I have only myself to blame for attempting to watch this movie. My most trusted advisors warned against it; if I had bothered to consult my healthcare professionals, they would have warned against it, too. But still, I thought: it’s in my Netflix queue, so it’s sort of free. What harm could it do? I was wrong.
Anonymous is a historical thriller based on the Oxfordian theory of Shakespearean authorship–the idea the Edward de Vere, Earl of Oxford, was the real author of the plays commonly attributed to Shakespeare. This theory is universally dismissed by Shakespearean scholars, which of course Oxfordians claim is evidence that they must be onto something–otherwise, why would those scholars be so defensive? Yeesh.
My idiotic theory for watching the movie was that fiction doesn’t have to be historically accurate to be entertaining. I thought Inglourious Basterds was entertaining, in a dopey sort of way, even though, er, that’s not the way World War II actually played out. And Shakespeare in Love was utterly delightful, despite taking its share of liberties with the Shakespeare story. ButAnonymous is so bad on so many different levels that I only made it through 59 minutes and 40 seconds of it, according to my DVD player. Here are a few of its problems:
- The screenwriter decided he wanted the central plot to be a thriller about the Essex rebellion, with the conceit that Essex was Queen Elizabeth’s son and Oxford was his father. This means the script has to fit in endless amounts of exposition to explain the political situation.
- Maybe in a fruitless attempt to counteract all that dull exposition, the script scrambles the time sequence till you have no idea what’s supposed to be happening when. It doesn’t help that the movie blithely ignores actual historical chronology, so that Christopher Marlowe shows up when he’s dead, and Henry V is played as if no one had heard of Henry IV Part One or Two. (Also, according to the movie, de Vere wrote A Midsummer Night’s Dream when he was about fourteen. I didn’t get to the part where apparently Shakespeare’s company is hired to put on Richard III to coincide with Essex’s rebellion, instead of Richard II, which is what actually happened. Why did the movie bother to make that change? Richard IIIis about an evil usurper–how would that help rally the public to support a usurpation?)
- None of the characters has the slightest depth or significance, including de Vere, who doesn’t do or say anything to suggest that he could have written the plays. He mostly just sits around looking aristocratic.
Anyway, let me commend to you James Shapiro’s Contested Will: Who Wrote Shakespeare? if you want to clear your head and actually learn something about this odd little corner of the world. Shapiro makes the interesting point that the authorship question started up in earnest when an eighteenth-century editor made the mistake of examining Shakespeare’s works for clues to Shakespeare’s biography. Once you start down that path, anyone can follow, and before too long you’ve got people looking for coded messages in the text, and you’ve got Freud saying, hey, Hamlet has an Oedipal complex so the guy who wrote it must have had an Oedipal complex, too. This sort of approach says more about the theorist than it does about Shakespeare.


WORK ITEM>
Please restate the following records word for word.

____ DATASET ENTRIES

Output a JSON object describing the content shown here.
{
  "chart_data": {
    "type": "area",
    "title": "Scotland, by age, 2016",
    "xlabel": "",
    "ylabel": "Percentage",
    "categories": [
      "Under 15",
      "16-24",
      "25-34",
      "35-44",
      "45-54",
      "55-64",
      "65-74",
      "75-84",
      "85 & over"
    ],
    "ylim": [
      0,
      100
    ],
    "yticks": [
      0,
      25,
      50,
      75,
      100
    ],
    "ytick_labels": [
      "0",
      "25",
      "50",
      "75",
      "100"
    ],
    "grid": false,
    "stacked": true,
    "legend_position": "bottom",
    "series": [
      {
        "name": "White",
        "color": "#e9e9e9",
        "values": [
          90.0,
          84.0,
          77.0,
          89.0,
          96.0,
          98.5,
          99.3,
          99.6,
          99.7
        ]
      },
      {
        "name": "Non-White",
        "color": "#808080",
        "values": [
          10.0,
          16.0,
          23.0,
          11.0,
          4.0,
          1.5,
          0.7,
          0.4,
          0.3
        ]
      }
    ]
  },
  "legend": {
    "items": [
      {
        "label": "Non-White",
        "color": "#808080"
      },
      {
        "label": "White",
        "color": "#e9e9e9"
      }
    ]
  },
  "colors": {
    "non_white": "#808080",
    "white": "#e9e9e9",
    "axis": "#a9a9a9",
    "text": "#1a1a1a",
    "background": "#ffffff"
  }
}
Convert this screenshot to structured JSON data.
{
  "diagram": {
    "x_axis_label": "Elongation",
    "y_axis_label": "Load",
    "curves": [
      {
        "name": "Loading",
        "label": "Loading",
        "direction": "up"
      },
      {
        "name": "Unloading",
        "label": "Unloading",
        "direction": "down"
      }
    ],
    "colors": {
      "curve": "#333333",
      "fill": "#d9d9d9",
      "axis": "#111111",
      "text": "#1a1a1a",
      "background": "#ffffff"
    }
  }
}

________

SOLUTION>
Output a JSON object describing the content shown here.
{
  "chart_data": {
    "type": "area",
    "title": "Scotland, by age, 2016",
    "xlabel": "",
    "ylabel": "Percentage",
    "categories": [
      "Under 15",
      "16-24",
      "25-34",
      "35-44",
      "45-54",
      "55-64",
      "65-74",
      "75-84",
      "85 & over"
    ],
    "ylim": [
      0,
      100
    ],
    "yticks": [
      0,
      25,
      50,
      75,
      100
    ],
    "ytick_labels": [
      "0",
      "25",
      "50",
      "75",
      "100"
    ],
    "grid": false,
    "stacked": true,
    "legend_position": "bottom",
    "series": [
      {
        "name": "White",
        "color": "#e9e9e9",
        "values": [
          90.0,
          84.0,
          77.0,
          89.0,
          96.0,
          98.5,
          99.3,
          99.6,
          99.7
        ]
      },
      {
        "name": "Non-White",
        "color": "#808080",
        "values": [
          10.0,
          16.0,
          23.0,
          11.0,
          4.0,
          1.5,
          0.7,
          0.4,
          0.3
        ]
      }
    ]
  },
  "legend": {
    "items": [
      {
        "label": "Non-White",
        "color": "#808080"
      },
      {
        "label": "White",
        "color": "#e9e9e9"
      }
    ]
  },
  "colors": {
    "non_white": "#808080",
    "white": "#e9e9e9",
    "axis": "#a9a9a9",
    "text": "#1a1a1a",
    "background": "#ffffff"
  }
}
Convert this screenshot to structured JSON data.
{
  "diagram": {
    "x_axis_label": "Elongation",
    "y_axis_label": "Load",
    "curves": [
      {
        "name": "Loading",
        "label": "Loading",
        "direction": "up"
      },
      {
        "name": "Unloading",
        "label": "Unloading",
        "direction": "down"
      }
    ],
    "colors": {
      "curve": "#333333",
      "fill": "#d9d9d9",
      "axis": "#111111",
      "text": "#1a1a1a",
      "background": "#ffffff"
    }
  }
}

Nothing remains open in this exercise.